Abstract

Veiling is a cultural practice that has created controversial debates since colonial intervention in Algeria. Such debates either condemn veils as “oppressive” or deify them as markers of cultural authenticity, and women are often seen either as “victims” of an “oppressive” culture or as “dignified” guardians of a “glorious” culture. Informed by postcolonial feminist scholarship exposing the political motivations of the debates associating women with culture, this paper outlines the history of the controversies about veiling in Algeria, where women’s bodies still serve as a battlefield in power-motivated struggles. The ongoing interpretation of Algerian women’s experiences within dichotomized discourses has harmful consequences on both women and their cultural practice. While veiling is getting mystified due to denigration and glorification, women’s lives are affected in different ways by the polemical debates. The most tangible effect is the violence endured by women because of the growing tensions between the two sides of the debates, which have intangible effects that are also detrimental. These debates are shaping and distorting the attitudes of so many women about veiling. Examined sources show that women’s opinion is divided between advocates and detractors of veiling, and arguments are repetitive of the same inconsistencies created throughout the long history of the power-motivated debates. Interpreting women’s attitudes in the light of dissonance theory shows that both women who advocate veiling and those who condemn it repeat inconsistencies often motivated by defensive purposes, which obscure vision and undermine scrutiny and inquiry in what would help settle the conflictual issues.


Work instruction => An exact copy of all entries is the expected answer.

Excerpts from a figure dataset =>
-*-

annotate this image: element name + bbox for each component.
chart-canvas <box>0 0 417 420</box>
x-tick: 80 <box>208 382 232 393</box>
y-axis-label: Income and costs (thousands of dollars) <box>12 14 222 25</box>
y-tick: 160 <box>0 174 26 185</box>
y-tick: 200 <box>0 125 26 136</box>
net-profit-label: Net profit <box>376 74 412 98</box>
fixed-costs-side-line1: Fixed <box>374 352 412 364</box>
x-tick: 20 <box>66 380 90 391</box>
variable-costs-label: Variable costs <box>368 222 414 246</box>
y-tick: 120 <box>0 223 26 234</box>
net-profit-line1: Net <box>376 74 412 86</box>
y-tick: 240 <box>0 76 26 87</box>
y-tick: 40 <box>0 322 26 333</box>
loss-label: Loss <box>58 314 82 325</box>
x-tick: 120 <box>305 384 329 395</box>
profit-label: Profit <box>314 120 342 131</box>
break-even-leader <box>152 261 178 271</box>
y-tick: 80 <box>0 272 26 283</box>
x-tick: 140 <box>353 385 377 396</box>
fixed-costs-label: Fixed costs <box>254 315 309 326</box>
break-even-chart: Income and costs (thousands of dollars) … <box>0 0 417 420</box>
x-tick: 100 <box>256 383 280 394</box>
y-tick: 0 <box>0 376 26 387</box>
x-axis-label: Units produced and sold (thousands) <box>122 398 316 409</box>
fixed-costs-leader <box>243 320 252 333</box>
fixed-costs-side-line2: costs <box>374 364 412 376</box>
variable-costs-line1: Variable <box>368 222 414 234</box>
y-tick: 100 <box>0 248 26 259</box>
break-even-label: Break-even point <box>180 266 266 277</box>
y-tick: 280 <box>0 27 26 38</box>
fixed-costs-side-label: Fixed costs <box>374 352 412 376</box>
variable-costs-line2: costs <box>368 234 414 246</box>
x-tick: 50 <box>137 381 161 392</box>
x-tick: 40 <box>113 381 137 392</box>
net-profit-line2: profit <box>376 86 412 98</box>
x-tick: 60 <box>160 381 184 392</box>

-*-

Exercise output =>
annotate this image: element name + bbox for each component.
chart-canvas <box>0 0 417 420</box>
x-tick: 80 <box>208 382 232 393</box>
y-axis-label: Income and costs (thousands of dollars) <box>12 14 222 25</box>
y-tick: 160 <box>0 174 26 185</box>
y-tick: 200 <box>0 125 26 136</box>
net-profit-label: Net profit <box>376 74 412 98</box>
fixed-costs-side-line1: Fixed <box>374 352 412 364</box>
x-tick: 20 <box>66 380 90 391</box>
variable-costs-label: Variable costs <box>368 222 414 246</box>
y-tick: 120 <box>0 223 26 234</box>
net-profit-line1: Net <box>376 74 412 86</box>
y-tick: 240 <box>0 76 26 87</box>
y-tick: 40 <box>0 322 26 333</box>
loss-label: Loss <box>58 314 82 325</box>
x-tick: 120 <box>305 384 329 395</box>
profit-label: Profit <box>314 120 342 131</box>
break-even-leader <box>152 261 178 271</box>
y-tick: 80 <box>0 272 26 283</box>
x-tick: 140 <box>353 385 377 396</box>
fixed-costs-label: Fixed costs <box>254 315 309 326</box>
break-even-chart: Income and costs (thousands of dollars) … <box>0 0 417 420</box>
x-tick: 100 <box>256 383 280 394</box>
y-tick: 0 <box>0 376 26 387</box>
x-axis-label: Units produced and sold (thousands) <box>122 398 316 409</box>
fixed-costs-leader <box>243 320 252 333</box>
fixed-costs-side-line2: costs <box>374 364 412 376</box>
variable-costs-line1: Variable <box>368 222 414 234</box>
y-tick: 100 <box>0 248 26 259</box>
break-even-label: Break-even point <box>180 266 266 277</box>
y-tick: 280 <box>0 27 26 38</box>
fixed-costs-side-label: Fixed costs <box>374 352 412 376</box>
variable-costs-line2: costs <box>368 234 414 246</box>
x-tick: 50 <box>137 381 161 392</box>
x-tick: 40 <box>113 381 137 392</box>
net-profit-line2: profit <box>376 86 412 98</box>
x-tick: 60 <box>160 381 184 392</box>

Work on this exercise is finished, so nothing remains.